Maybe you should have titled your thread "Gulf Oil Spill: No big deal.". Then, your title would fit perfectly with your comments about how trivial the whole matter is. Maybe you could elaborate a little more though. Tell us how a nice, thick coating of crude helps the sea birds stay drier. Tell us all about how the nutrients found in the crude will supercharge the food chain in the Gulf. Just tell us it's all going to be fine, y'know, since you've seen oil in the Gulf your whole life.

Seriously. It's like you're saying forest fires are no big deal, because you've seen people light matches safely your whole life.


reply posted on 4-5-2010 @ 11:33 AM by Primordial
Not that the oil spill/leak is a good thing but to put it into perspective...

sciedsociety.blogspot.com... into-ocean-documented.html

Twenty years ago, the oil tanker Exxon Valdez was exiting Alaska's Prince William Sound when it struck a reef in the middle of the night. What happened next is considered one of the nation's worst environmental disasters: 10.8 million gallons of crude oil spilled into the pristine Alaskan waters, eventually covering 11,000 square miles of ocean. Now, imagine 8 to 80 times the amount of oil spilled in the Exxon Valdez accident.

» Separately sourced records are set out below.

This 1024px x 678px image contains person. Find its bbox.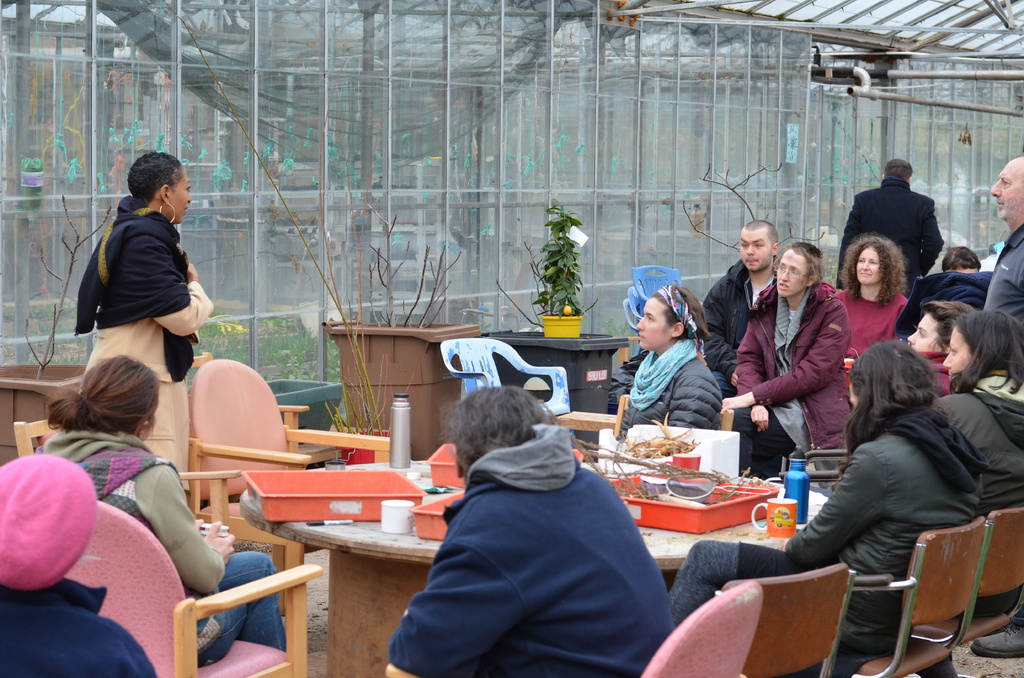
842, 157, 947, 282.
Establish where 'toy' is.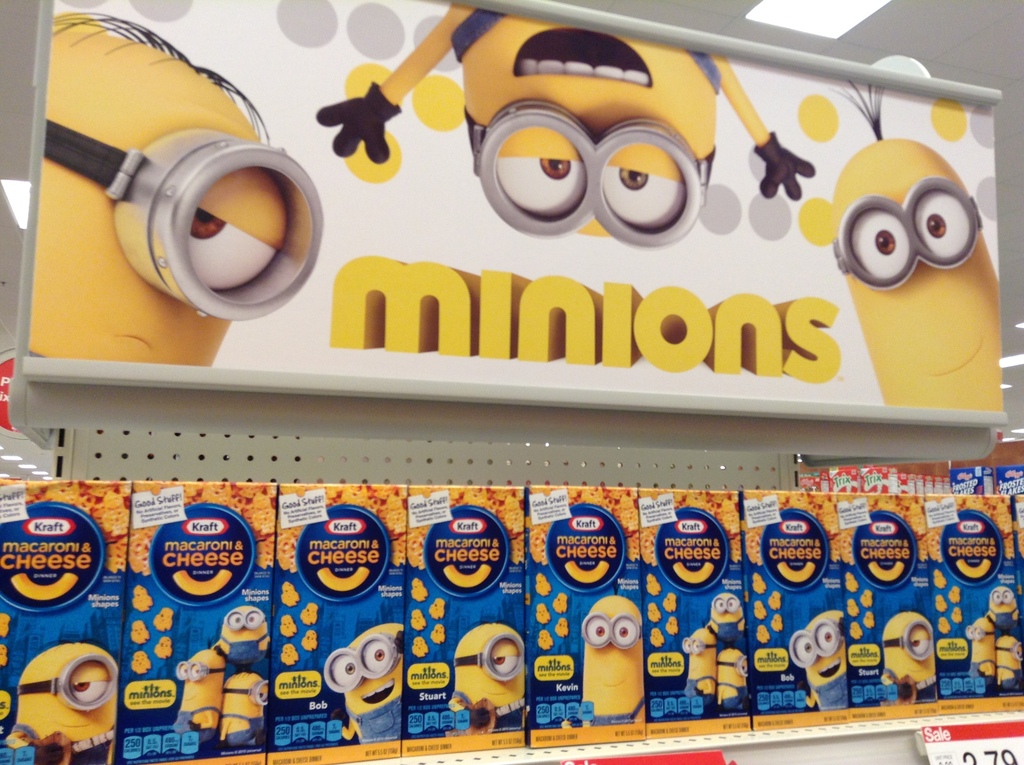
Established at 217, 666, 267, 752.
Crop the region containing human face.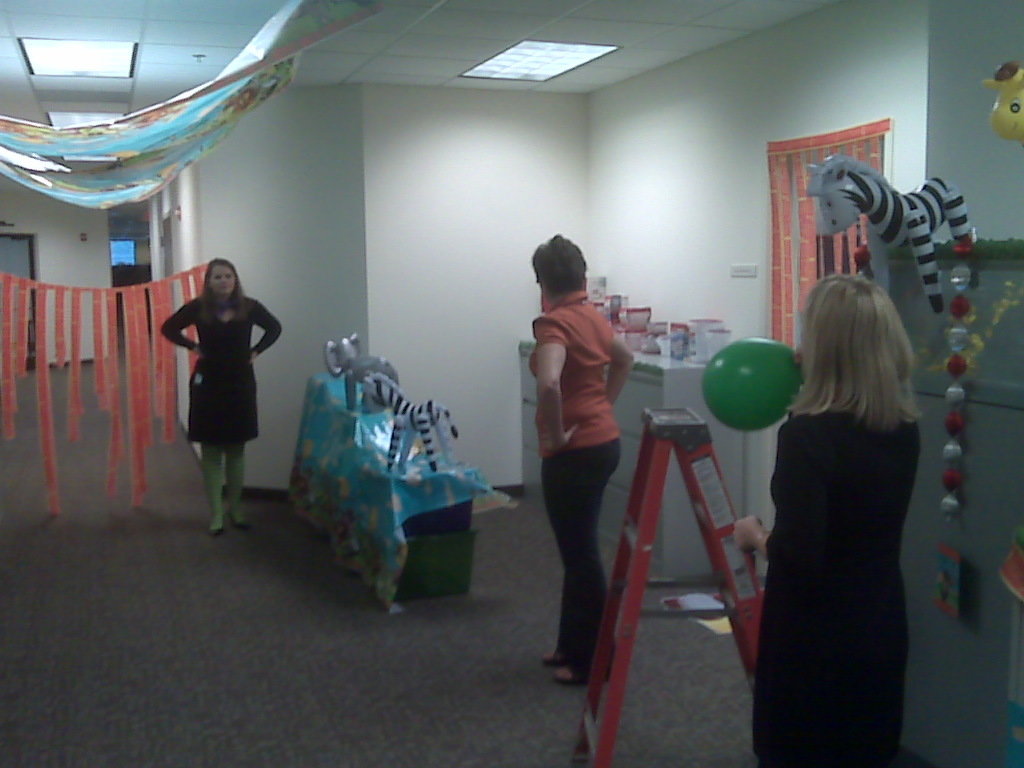
Crop region: 207,264,234,291.
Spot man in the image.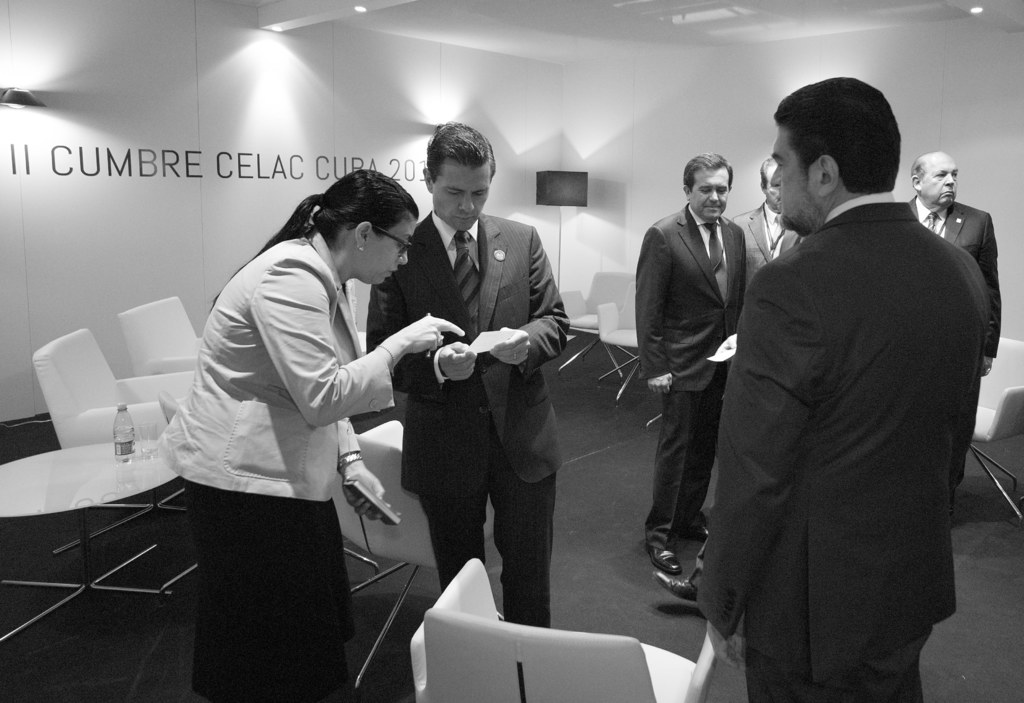
man found at select_region(911, 147, 1002, 504).
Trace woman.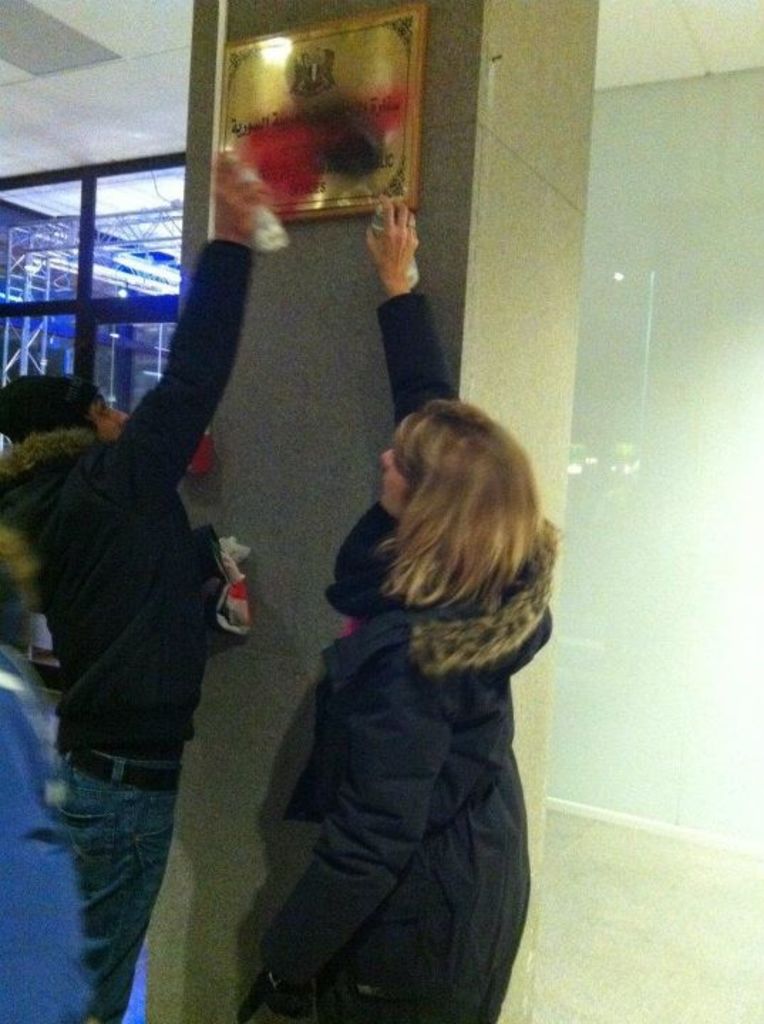
Traced to 114, 183, 573, 997.
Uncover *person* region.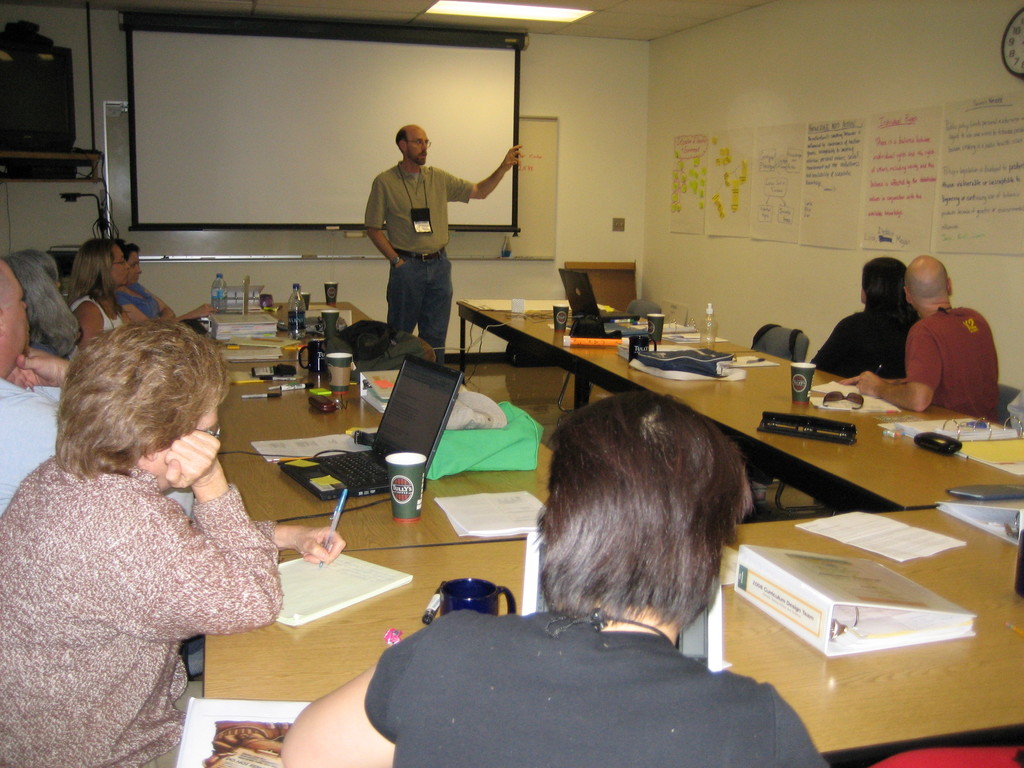
Uncovered: crop(857, 254, 996, 425).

According to new findings by scientists from the University of California at Santa Barbara (UCSB) and the Woods Hole Oceanographic Institution (WHOI), that's how much oil has made its way into sediments offshore from petroleum seeps near Coal Oil Point off Goleta, Calif., in the Santa Barbara Channel. These natural seeps release some 20 to 25 tons of oil daily, "providing an ideal laboratory to investigate the fate of oil in the coastal ocean," says oceanographer David Valentine of UCSB.


www.csmonitor.com... 03-hfks.html

European explorers reported the seeps as early as 1775. In 1793, George Vancouver, an early European explorer to California, noted in his journal that the sea off Goleta, near what is today Santa Barbara, was "covered with a thick, slimy substance, which, when separated or disturbed by any little agitation, became very luminous...."



www.manhattan-institute.org...

www.searchanddiscovery.net... acts/hedberg2002/kvenvolden01/kvenvolden01.htm


Thus a revised estimate of the global seepage rate was calculated based on assumptions concerning the amount of crude oil known to be present that could seep over reasonable periods of geologic time. The new estimates ranged between 20,000 and 2,000,000 mt/a, with a ‘best estimate’ of 200,000 mt/a (2).


So the Earth has been seeping crude oil into the oceans at a rate of possibly millions of tons per year for centuries. While our spills are not a good thing, the Earth seems to be able to handle it. It may cause a mess but will hardly kill the worlds oceans.

[edit on 4-5-2010 by Primordial]


[edit on 4-5-2010 by Primordial]


reply posted on 4-5-2010 @ 11:36 AM by hdutton
reply to post by TruThS33Kr


Let me say, hello and welcome to the fray.

I don't consider myself a "greeny" but I could not agree with you more.

Maybe those who seem to think this blow out is not much of a deal should think of just opening up an artery the next time they get a paper cut.

I know such an action would not be very smart but neither would simply dismissing the possible devestation brought on by the current problem.

Just in case I have misread any of the previous posts, maybe the posters should re-read them in a better light.


reply posted on 4-5-2010 @ 11:38 AM by Unit541
reply to post by Primordial



And doctors and nurses have been pricking fingers to draw blood for a century.

So, what are you going to say when your doc walks in with a cleaver and says "don't worry, it seems that the human body can handle a little bleeding..."?